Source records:
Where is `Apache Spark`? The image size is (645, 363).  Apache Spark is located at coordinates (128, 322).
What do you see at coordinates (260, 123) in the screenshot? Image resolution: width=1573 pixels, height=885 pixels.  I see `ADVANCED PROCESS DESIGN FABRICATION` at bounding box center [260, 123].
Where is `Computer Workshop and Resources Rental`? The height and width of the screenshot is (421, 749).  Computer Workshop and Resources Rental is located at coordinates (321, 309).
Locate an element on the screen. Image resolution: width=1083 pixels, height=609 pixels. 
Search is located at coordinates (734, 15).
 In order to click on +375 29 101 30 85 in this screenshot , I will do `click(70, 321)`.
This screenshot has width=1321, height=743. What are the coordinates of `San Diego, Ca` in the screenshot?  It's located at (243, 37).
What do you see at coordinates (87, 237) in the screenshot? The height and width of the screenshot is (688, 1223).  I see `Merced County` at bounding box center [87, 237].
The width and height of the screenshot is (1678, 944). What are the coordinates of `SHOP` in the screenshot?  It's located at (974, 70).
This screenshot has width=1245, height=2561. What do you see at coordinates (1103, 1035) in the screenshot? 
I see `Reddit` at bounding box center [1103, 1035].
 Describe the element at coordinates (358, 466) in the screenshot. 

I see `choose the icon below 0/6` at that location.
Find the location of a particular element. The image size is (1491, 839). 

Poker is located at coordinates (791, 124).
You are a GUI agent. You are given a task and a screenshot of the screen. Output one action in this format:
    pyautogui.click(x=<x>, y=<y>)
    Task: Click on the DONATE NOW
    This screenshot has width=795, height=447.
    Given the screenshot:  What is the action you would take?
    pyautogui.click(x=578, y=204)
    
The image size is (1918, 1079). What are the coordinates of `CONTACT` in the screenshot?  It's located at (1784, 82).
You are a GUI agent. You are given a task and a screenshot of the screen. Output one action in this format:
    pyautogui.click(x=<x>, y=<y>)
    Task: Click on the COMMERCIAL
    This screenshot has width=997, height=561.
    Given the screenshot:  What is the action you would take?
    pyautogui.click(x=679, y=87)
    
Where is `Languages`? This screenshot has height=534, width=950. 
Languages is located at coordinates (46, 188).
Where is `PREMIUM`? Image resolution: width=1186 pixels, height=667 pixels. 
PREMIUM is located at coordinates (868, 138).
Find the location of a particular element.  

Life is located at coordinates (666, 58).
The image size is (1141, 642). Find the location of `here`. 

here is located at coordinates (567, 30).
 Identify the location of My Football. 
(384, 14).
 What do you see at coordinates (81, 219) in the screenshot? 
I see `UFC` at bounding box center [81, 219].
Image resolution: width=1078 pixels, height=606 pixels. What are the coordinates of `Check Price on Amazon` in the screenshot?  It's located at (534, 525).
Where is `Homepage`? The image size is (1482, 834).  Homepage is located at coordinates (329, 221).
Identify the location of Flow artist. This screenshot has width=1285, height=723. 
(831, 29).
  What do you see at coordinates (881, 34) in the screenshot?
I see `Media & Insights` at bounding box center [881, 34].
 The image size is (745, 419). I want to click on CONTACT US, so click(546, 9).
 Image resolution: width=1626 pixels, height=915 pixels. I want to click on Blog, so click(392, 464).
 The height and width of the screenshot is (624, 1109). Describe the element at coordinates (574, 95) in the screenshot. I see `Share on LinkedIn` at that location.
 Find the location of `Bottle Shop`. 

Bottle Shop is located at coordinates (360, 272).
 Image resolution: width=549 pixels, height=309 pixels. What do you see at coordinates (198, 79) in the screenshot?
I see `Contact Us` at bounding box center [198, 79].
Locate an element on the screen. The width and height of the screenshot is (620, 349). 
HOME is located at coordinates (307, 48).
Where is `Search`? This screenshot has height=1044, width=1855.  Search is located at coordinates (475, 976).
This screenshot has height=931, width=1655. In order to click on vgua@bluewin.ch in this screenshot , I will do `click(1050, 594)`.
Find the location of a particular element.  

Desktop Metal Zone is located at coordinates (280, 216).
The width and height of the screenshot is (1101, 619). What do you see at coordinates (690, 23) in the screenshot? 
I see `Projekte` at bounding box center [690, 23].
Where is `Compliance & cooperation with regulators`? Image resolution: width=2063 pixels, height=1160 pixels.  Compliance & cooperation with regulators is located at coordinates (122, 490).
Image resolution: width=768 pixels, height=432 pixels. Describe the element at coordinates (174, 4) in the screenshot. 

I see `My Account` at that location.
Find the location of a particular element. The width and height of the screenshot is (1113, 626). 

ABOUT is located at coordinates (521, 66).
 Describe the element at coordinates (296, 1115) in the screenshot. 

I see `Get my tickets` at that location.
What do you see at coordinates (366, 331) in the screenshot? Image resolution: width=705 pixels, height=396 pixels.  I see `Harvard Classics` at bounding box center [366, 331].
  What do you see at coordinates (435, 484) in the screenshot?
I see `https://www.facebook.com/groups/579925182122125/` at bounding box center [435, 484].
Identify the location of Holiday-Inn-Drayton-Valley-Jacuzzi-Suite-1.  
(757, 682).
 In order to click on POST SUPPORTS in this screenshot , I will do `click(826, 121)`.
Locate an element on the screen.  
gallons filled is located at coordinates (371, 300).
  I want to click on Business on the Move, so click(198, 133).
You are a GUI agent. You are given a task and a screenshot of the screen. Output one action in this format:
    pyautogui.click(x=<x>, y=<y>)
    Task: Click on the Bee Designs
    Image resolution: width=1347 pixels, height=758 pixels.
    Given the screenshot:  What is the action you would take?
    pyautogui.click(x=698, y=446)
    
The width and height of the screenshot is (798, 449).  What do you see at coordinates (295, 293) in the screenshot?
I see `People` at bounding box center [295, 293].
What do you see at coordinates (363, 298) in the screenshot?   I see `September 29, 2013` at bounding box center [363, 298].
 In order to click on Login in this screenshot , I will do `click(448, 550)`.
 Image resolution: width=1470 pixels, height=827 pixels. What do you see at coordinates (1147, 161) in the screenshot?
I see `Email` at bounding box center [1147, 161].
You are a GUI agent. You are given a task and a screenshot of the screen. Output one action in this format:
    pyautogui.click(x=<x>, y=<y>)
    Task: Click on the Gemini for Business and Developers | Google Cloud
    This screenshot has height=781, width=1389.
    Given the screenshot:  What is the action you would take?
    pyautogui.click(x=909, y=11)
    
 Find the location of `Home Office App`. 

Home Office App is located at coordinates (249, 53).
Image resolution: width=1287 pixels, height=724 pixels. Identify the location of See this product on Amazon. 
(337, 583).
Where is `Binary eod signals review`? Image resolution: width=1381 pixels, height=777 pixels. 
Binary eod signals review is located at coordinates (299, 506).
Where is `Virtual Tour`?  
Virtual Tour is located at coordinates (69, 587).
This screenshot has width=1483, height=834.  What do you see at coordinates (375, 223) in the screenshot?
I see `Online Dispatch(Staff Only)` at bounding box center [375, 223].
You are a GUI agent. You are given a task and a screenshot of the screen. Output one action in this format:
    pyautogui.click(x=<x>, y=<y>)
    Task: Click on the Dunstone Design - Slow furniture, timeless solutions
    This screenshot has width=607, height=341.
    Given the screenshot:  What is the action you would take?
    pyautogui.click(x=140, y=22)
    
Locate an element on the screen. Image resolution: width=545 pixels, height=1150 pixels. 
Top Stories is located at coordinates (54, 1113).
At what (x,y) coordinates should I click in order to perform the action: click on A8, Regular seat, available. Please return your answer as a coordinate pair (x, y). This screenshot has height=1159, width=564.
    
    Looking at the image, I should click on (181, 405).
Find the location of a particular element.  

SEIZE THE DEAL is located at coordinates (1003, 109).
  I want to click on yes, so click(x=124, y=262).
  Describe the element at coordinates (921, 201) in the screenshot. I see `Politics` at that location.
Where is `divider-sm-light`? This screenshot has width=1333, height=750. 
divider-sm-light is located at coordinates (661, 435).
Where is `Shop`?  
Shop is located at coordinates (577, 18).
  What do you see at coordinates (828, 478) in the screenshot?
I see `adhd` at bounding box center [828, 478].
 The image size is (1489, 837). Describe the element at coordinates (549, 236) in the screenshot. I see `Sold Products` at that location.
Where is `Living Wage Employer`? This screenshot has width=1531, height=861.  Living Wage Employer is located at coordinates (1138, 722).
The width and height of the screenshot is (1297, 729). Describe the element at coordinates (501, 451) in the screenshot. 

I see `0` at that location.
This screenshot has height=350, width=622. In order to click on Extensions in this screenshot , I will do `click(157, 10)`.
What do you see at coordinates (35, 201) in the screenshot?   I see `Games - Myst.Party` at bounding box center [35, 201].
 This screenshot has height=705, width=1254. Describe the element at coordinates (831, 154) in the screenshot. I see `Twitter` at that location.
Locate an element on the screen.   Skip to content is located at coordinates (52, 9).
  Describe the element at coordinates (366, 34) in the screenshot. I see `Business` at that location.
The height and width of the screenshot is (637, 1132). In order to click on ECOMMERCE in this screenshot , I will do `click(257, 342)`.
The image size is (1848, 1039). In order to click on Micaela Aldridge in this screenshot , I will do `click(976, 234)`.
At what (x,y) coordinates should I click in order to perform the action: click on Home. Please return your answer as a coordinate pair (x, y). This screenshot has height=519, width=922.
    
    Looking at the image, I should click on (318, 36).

## Exercise description
Reproduce the entries exactly, but only from their first line to the line holding "Task: Click on the DONATE NOW", with that last line kept.

## Output
Where is `Apache Spark`? The image size is (645, 363).  Apache Spark is located at coordinates (128, 322).
What do you see at coordinates (260, 123) in the screenshot? Image resolution: width=1573 pixels, height=885 pixels.  I see `ADVANCED PROCESS DESIGN FABRICATION` at bounding box center [260, 123].
Where is `Computer Workshop and Resources Rental`? The height and width of the screenshot is (421, 749).  Computer Workshop and Resources Rental is located at coordinates (321, 309).
Locate an element on the screen. Image resolution: width=1083 pixels, height=609 pixels. 
Search is located at coordinates (734, 15).
 In order to click on +375 29 101 30 85 in this screenshot , I will do `click(70, 321)`.
This screenshot has width=1321, height=743. What are the coordinates of `San Diego, Ca` in the screenshot?  It's located at (243, 37).
What do you see at coordinates (87, 237) in the screenshot? The height and width of the screenshot is (688, 1223).  I see `Merced County` at bounding box center [87, 237].
The width and height of the screenshot is (1678, 944). What are the coordinates of `SHOP` in the screenshot?  It's located at (974, 70).
This screenshot has width=1245, height=2561. What do you see at coordinates (1103, 1035) in the screenshot? 
I see `Reddit` at bounding box center [1103, 1035].
 Describe the element at coordinates (358, 466) in the screenshot. 

I see `choose the icon below 0/6` at that location.
Find the location of a particular element. The image size is (1491, 839). 

Poker is located at coordinates (791, 124).
You are a GUI agent. You are given a task and a screenshot of the screen. Output one action in this format:
    pyautogui.click(x=<x>, y=<y>)
    Task: Click on the DONATE NOW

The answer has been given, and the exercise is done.